Kiribati: the disappearing state under the sea
5 December 2019 | Written by La redazione
Sea level rise caused by global warming could make an entire country disappear under the ocean
Kiribati is one of those places that travel agencies would call an earthly paradise: an atoll in the middle of the Pacific Ocean made of beaches, sea, sun and palm trees. If you are planning to visit it, however, you should not waste time: by the end of the century it probably will no longer exist, a bit like it could happen to many Italian sites. According to estimates, in fact, it will be totally submerged by sea-level rise and its 110 thousand inhabitants will be forced to emigrate.
A stubborn defense. But the inhabitants of Kiribati, unlike other island states like Tuvalu or the Republic of Nauru, do not want to leave their country. If, in fact, the emigration rate from Tuvalu and Nauru touches 19% of the population, for Kiribati this is just 4%, despite the fact that its islands are among the most threatened in the world: already today several areas are cyclically submerged more than was the case in the past due to natural phenomena such as El Niño, the periodic climatic phenomenon that causes a strong warming of the Pacific waters about every five years and therefore floods and other meteorological phenomena of different entity.
Save the savable. To address the consequences of climate change and to try to save their land, the inhabitants of Kiribati have started the Kiribati Adaptation Program, a fund supported by the Global Environment Facility (GEF) from the World Bank and the United Nations Development Program, as well as from Japan. and from Australia, which provides for the creation of countermeasures to reduce the vulnerability of the archipelago to the changing climate. But it may not be enough and, at the current rate, in 80 years Kiribati may no longer exist and its inhabitants will necessarily have to emigrate.
Climate migrants. That of Kiribati is not an isolated case: every year, since 2008, about 26 million people are forced to emigrate due to environmental factors linked to climate change or to increasingly violent and common natural disasters. They are the so-called “climatic migrants”, people forced to leave their homes due to drought, desertification, floods and sea-level rise. By the end of the century, if the climate crisis should not be adequately managed, it is estimated that climate migrants could reach a billion.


### Activity
The required answer is every line of the data containing the word "text".
===== Supplied information
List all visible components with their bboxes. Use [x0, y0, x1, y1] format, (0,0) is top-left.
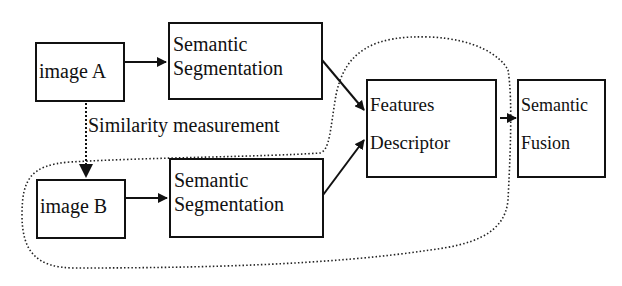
seg-a-line1: Semantic [173, 32, 247, 56]
image-b-box: image B [36, 179, 126, 239]
fusion-line1: Semantic [521, 93, 588, 117]
features-descriptor-box: Features Descriptor [366, 79, 497, 178]
features-line1: Features [370, 93, 434, 117]
arrow-segB-to-features [323, 140, 364, 195]
image-a-label: image A [39, 59, 106, 83]
seg-b-line2: Segmentation [174, 192, 284, 216]
semantic-segmentation-a-box: Semantic Segmentation [168, 22, 323, 100]
fusion-line2: Fusion [521, 131, 570, 155]
image-a-box: image A [35, 42, 125, 102]
seg-a-line2: Segmentation [173, 56, 283, 80]
semantic-fusion-box: Semantic Fusion [517, 79, 606, 178]
seg-b-line1: Semantic [174, 168, 248, 192]
features-line2: Descriptor [370, 131, 450, 155]
arrowhead-imageB [79, 164, 93, 178]
arrow-segA-to-features [322, 60, 364, 110]
image-b-label: image B [40, 194, 107, 218]
similarity-measurement-label: Similarity measurement [88, 113, 280, 137]
semantic-segmentation-b-box: Semantic Segmentation [169, 158, 324, 238]
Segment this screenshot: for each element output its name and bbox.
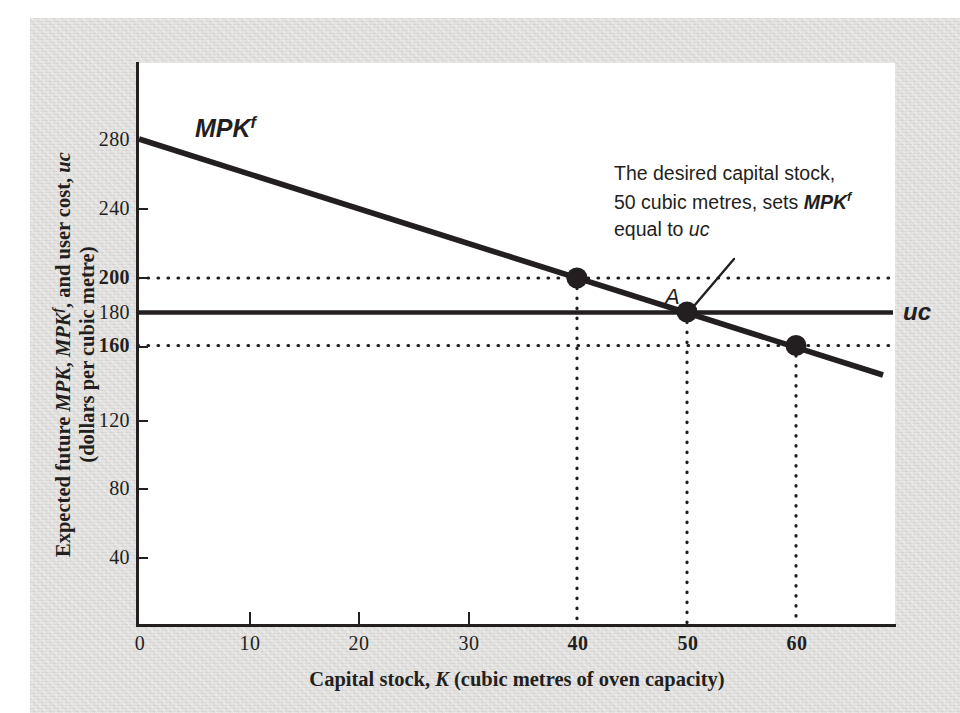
y-axis-title-mpkf-superscript: f bbox=[50, 308, 65, 313]
y-tick-mark-120 bbox=[137, 420, 148, 422]
x-tick-label-30: 30 bbox=[439, 632, 499, 655]
x-tick-mark-20 bbox=[358, 612, 360, 625]
x-tick-label-0: 0 bbox=[110, 632, 170, 655]
x-tick-label-40: 40 bbox=[548, 632, 608, 655]
x-axis-title-part-a: Capital stock, bbox=[309, 668, 435, 690]
annotation-line-3-text: equal to bbox=[614, 218, 689, 240]
figure-root: 280 240 200 180 160 120 80 40 0 10 20 30… bbox=[0, 0, 960, 713]
x-axis-title-part-c: (cubic metres of oven capacity) bbox=[449, 668, 725, 690]
y-tick-mark-40 bbox=[137, 557, 148, 559]
y-tick-mark-200 bbox=[137, 277, 148, 279]
x-axis-title-k: K bbox=[435, 668, 449, 690]
annotation-line-3: equal to uc bbox=[614, 216, 914, 244]
y-axis-title-mpkf: MPK bbox=[52, 312, 74, 356]
x-tick-label-60: 60 bbox=[767, 632, 827, 655]
annotation-line-1: The desired capital stock, bbox=[614, 160, 914, 188]
annotation-mpkf-superscript: f bbox=[847, 189, 851, 204]
y-tick-mark-160 bbox=[137, 346, 148, 348]
x-axis-title: Capital stock, K (cubic metres of oven c… bbox=[137, 668, 897, 691]
mpkf-curve-label: MPKf bbox=[195, 113, 256, 143]
x-tick-mark-30 bbox=[468, 612, 470, 625]
y-axis-title-line2: (dollars per cubic metre) bbox=[75, 75, 99, 635]
x-tick-label-20: 20 bbox=[329, 632, 389, 655]
y-axis-title-part-e: , and user cost, bbox=[52, 173, 74, 308]
y-tick-mark-240 bbox=[137, 208, 148, 210]
y-axis-title-mpk: MPK bbox=[52, 367, 74, 411]
annotation-line-2-text: 50 cubic metres, sets bbox=[614, 190, 804, 212]
x-tick-label-10: 10 bbox=[220, 632, 280, 655]
annotation-mpkf: MPK bbox=[804, 190, 847, 212]
annotation-desired-capital-stock: The desired capital stock, 50 cubic metr… bbox=[614, 160, 914, 244]
y-tick-mark-280 bbox=[137, 139, 148, 141]
y-tick-mark-80 bbox=[137, 488, 148, 490]
mpkf-curve-label-base: MPK bbox=[195, 114, 251, 142]
y-axis-line bbox=[136, 62, 139, 627]
plot-area bbox=[137, 63, 895, 625]
y-axis-title: Expected future MPK, MPKf, and user cost… bbox=[50, 75, 99, 635]
y-axis-title-part-a: Expected future bbox=[52, 412, 74, 557]
annotation-line-2: 50 cubic metres, sets MPKf bbox=[614, 188, 914, 216]
point-a-label: A bbox=[665, 284, 680, 310]
mpkf-curve-label-superscript: f bbox=[251, 113, 257, 131]
y-axis-title-uc: uc bbox=[52, 152, 74, 173]
x-tick-mark-10 bbox=[249, 612, 251, 625]
y-axis-title-part-c: , bbox=[52, 357, 74, 367]
x-tick-label-50: 50 bbox=[658, 632, 718, 655]
uc-curve-label: uc bbox=[903, 298, 931, 326]
annotation-uc: uc bbox=[689, 218, 710, 240]
y-tick-mark-180 bbox=[137, 312, 148, 314]
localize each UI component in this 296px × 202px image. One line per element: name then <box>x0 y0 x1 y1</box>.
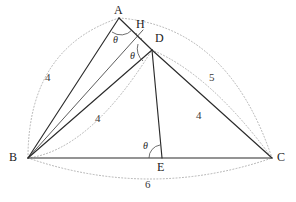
==========
### Answer
annotation-line-3-text: equal to bbox=[614, 218, 689, 240]
annotation-line-2-text: 50 cubic metres, sets bbox=[614, 190, 804, 212]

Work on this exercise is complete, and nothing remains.